Books and teachers can give you all the information in the world about Tai-chi but until you FEEL, you really don’t know what it means. We say that each part of the body must be like the hands. This means that, just as you can manipulate the hands either to use tools or to be expressive, you should be able to use any part of the body that precisely. This includes the ribs, the back, the hips, etc.
If you are an actor, a simple gesture should give the viewer a world of information about what is going on inside of you. When we practice sparring, we need to “read” every movement, every posture, every glance of the sparring partner. Even his breathing pattern gives us information about his intentions. It is better to spar his intentions than his physical movements because the intentions come first. When you develop this awareness then the words of the teachers mean something.
One of the best training methods I know of is called, “The jolt of thought”. When an idea comes to you, it doesn’t come in words. The entire thought hits you in an instant. Then you translate it in your head into words. The words convey only a fraction of the content of the original thought. If you can only pay attention to words and not to the original “jolt of thought” then you only perceive a fraction of the creative thought that comes to you. Practice not translating the jolt of thought into words. You will find that it is “pregnant” with content. Don’t do this while driving or operating heavy machinery.

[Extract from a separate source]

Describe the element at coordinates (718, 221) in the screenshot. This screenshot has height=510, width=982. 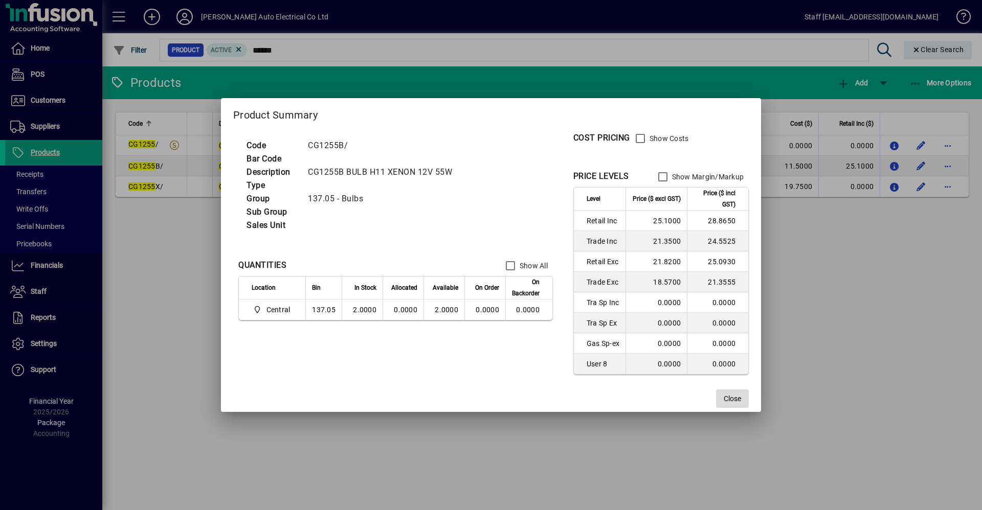
I see `td: 28.8650` at that location.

You may eventually be able to “think” completely with the jolts rather than with words. This is called, creativity. Then when you hear the teacher, his words will trigger many inner experiences inside you and you will be content to experience them rather than needing to snatch a few words of “understanding” from them. This inner “knowing” is far superior to intellectual knowing. (Not that there is anything wrong with intellectual knowing, as long as it doesn’t cut off the inner knowing).
A good teacher teaches to the Body-Mind. Your intellectual mind may not be able to latch on, yet you do feel a tug inside. Those students who feel that tug last. Those students who insist only on their intellectual knowing, never get far. They may study for 50 years and never get far. This is true for any training which combines mind and body.
Music is a great example. You may have a musician who is incredible technically but you wouldn’t want to listen to him. Yet you may have someone with limited technical skills but who has a whole lot of soul and you can’t stop listening. Obviously as a teacher, I am a proponent of both soul and technical skills. I believe one of my faults as a teacher is saying too much. Even in beginning classes, I discuss the inner processes a student goes through. Perhaps the student is not yet ready for that but at least he gets a sense of what Tai-chi and Zookinesis are all about. If he should quit after a few months of classes he doesn’t think that Tai-chi consists of learning a series of slow movements. He understands that the “forms” as they are called, are a method of teaching Tai-chi, but not the Tai-chi itself. He gains an appreciation for the depth of this training.
Yet I often see blank expressions on students faces when I discuss these things and I wonder if I went too far. I wondered this for a long time and then concluded that I can only teach the way I teach. Those students who like it will stay and those who don’t will move on. It is torture to contain myself when I would like to discuss an interesting subject. Perhaps a balance is necessary. When the expressions become blank then I know it is time to go back to teaching the movements.